Worth, who resigned as minister of internal affairs Wednesday hours before police confirmed they were investigating the woman’s complaint, insists he has committed no offence.

“There has been a rush to judgement, on the basis of rumour and speculation, which has been damaging to my political career and hurtful for my family and friends,” he said, in a statement released Thursday by a public relations company.

The Herald said its reporter met the businesswoman, who is in her 40s and has New Zealand citizenship, on Thursday, but she was too distressed to discuss the incident. The report was based on an account of it relayed to the reporter by a friend who helped the woman go to the police about two weeks ago.

Parliament was told Thursday that another woman, a married ethnic Indian with two children, had received a series of “vulgar and sexually explicit” telephone calls from Worth, who offered her a job in his office.
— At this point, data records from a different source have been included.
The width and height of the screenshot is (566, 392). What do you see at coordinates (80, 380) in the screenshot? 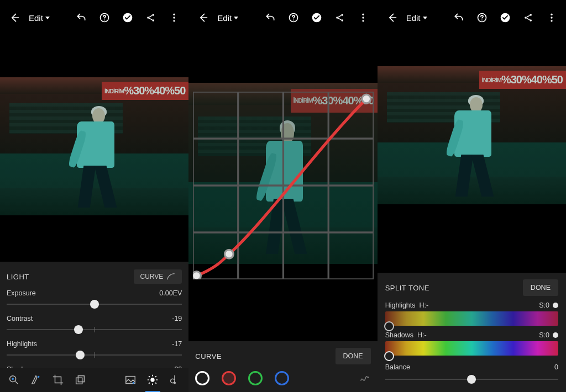
I see `presets-tool` at bounding box center [80, 380]. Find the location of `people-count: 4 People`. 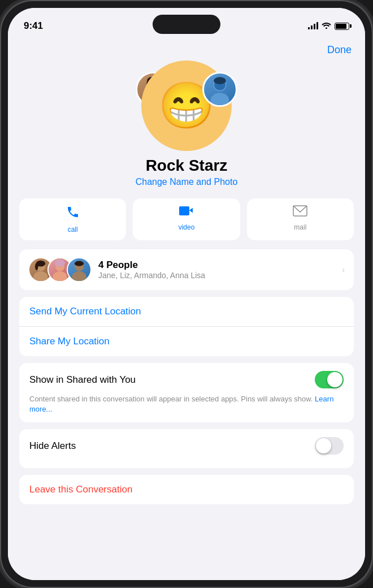

people-count: 4 People is located at coordinates (220, 265).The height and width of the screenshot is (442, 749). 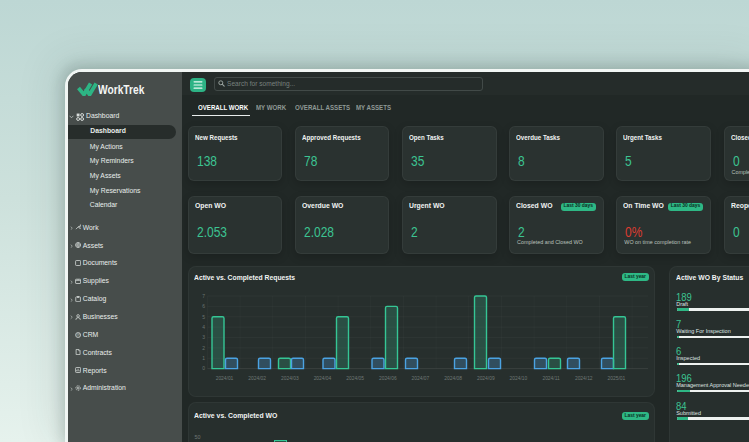 I want to click on svg-text: 2024/09, so click(x=485, y=378). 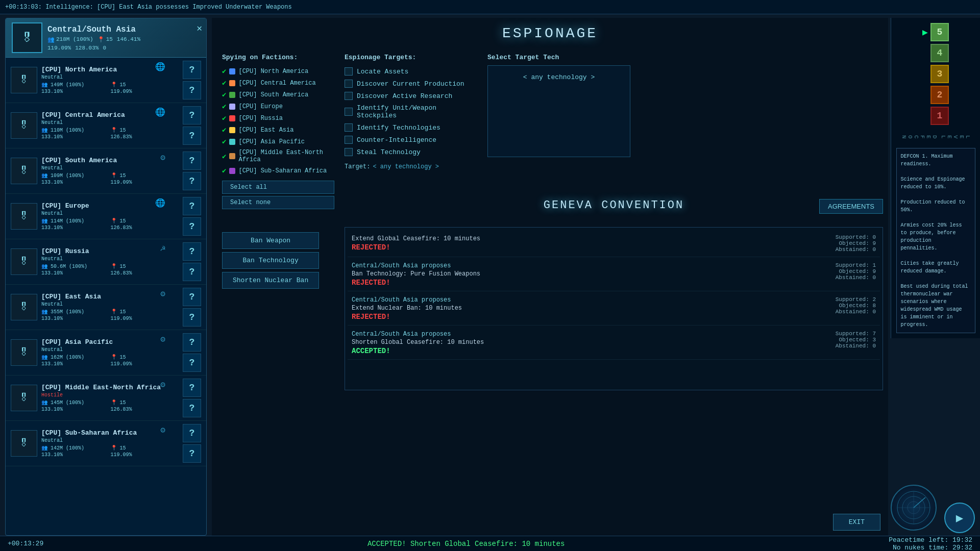 I want to click on spy-label-na: [CPU] North America, so click(x=274, y=71).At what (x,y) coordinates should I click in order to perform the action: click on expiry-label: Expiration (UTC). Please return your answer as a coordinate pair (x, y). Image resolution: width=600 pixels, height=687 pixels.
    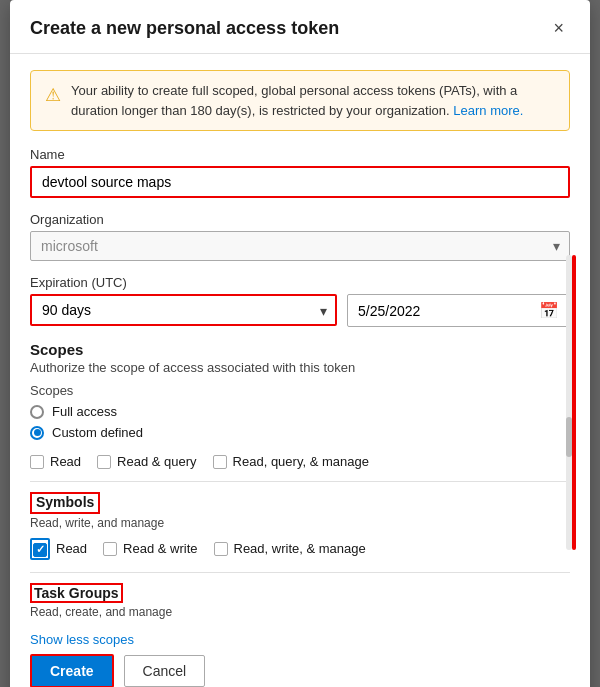
    Looking at the image, I should click on (300, 282).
In a statement read by Phil Goff, leader of the opposition Labour Party, that woman said that after meeting Worth for the first time in November, he had sent her about 40 text messages, some ending with “xxx” and made more than 60 telephone calls offering her jobs.

“Several of the phone calls made by Dr Worth to me were vulgar, sexually explicit, and I believe were made when he was drunk,” she said. “On one occasion, he asked me if I prayed for something to happen to my husband so we could be together.”

Goff revealed that he told Prime Minister John Key a month ago about the woman’s experiences with the minister after she had complained to him.

Goff said Key should have acted sooner but the Prime Minister said Worth categorically denied the accusations when they were put to him and said he would sign an affidavit to that effect.

Key told Radio New Zealand Friday that he was prepared to meet the woman face-to-face to hear her story, which if confirmed could lead to Worth being expelled from the ruling National Party.